Known as Vineyard Wind, the project is set to be the first-ever commercial-scale offshore wind farm in the United States, generating 800 megawatts of power, or enough to power about 400,000 homes. Dozens of other offshore wind projects are in development up and down America’s east coast. But some in the fishing industry, including many New Bedford fishermen, are concerned that the turbines will upend their way of life.
Earlier this month, a coalition of fishing industry associations and fishing outfits, including 50 New Bedford fishing boats, filed a lawsuit against several U.S. agencies, including the Bureau of Ocean Energy Management (BOEM), which approved Vineyard Wind in May, alleging that they violated federal law in allowing the project to go forward.

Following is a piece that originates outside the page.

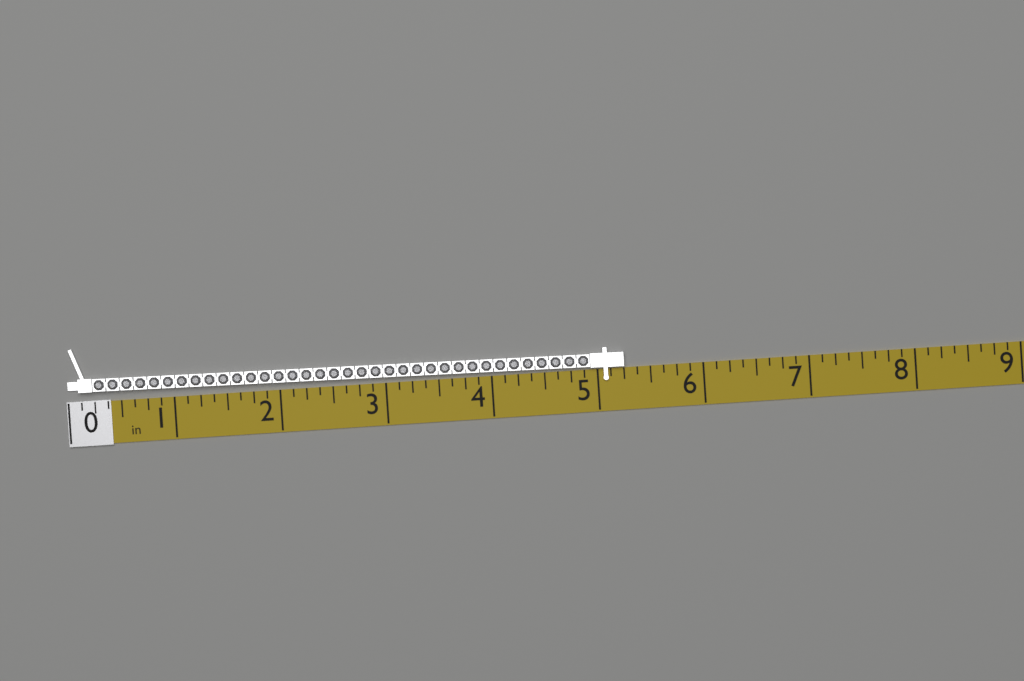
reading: 5.250 in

The fishing groups frame that fight as a matter of survival, a last ditch effort to slow down a coalition of banks, technocrats and global energy companies set on erecting multi-billion dollar projects that they worry could devastate their livelihoods.
Money is certainly a big issue for many of those behind Vineyard Wind—backers like Bank of America and J.P. Morgan have pledged about $2.3 billion in funding for the project, and they’re looking for returns on that investment. But there’s also a societal imperative to push ahead with such projects, with many green energy proponents saying there is little choice but to get offshore turbines built as soon as possible if the U.S. is to have any chance of meeting its obligations under the Paris Agreement and averting the worst effects of climate change. The Biden Administration is counting on such turbines to produce about 10% of U.S. electricity by 2050, and in coastal, population dense states like Massachusetts and New York, leaders view sea-bound wind farms as a lynchpin of their net zero ambitions.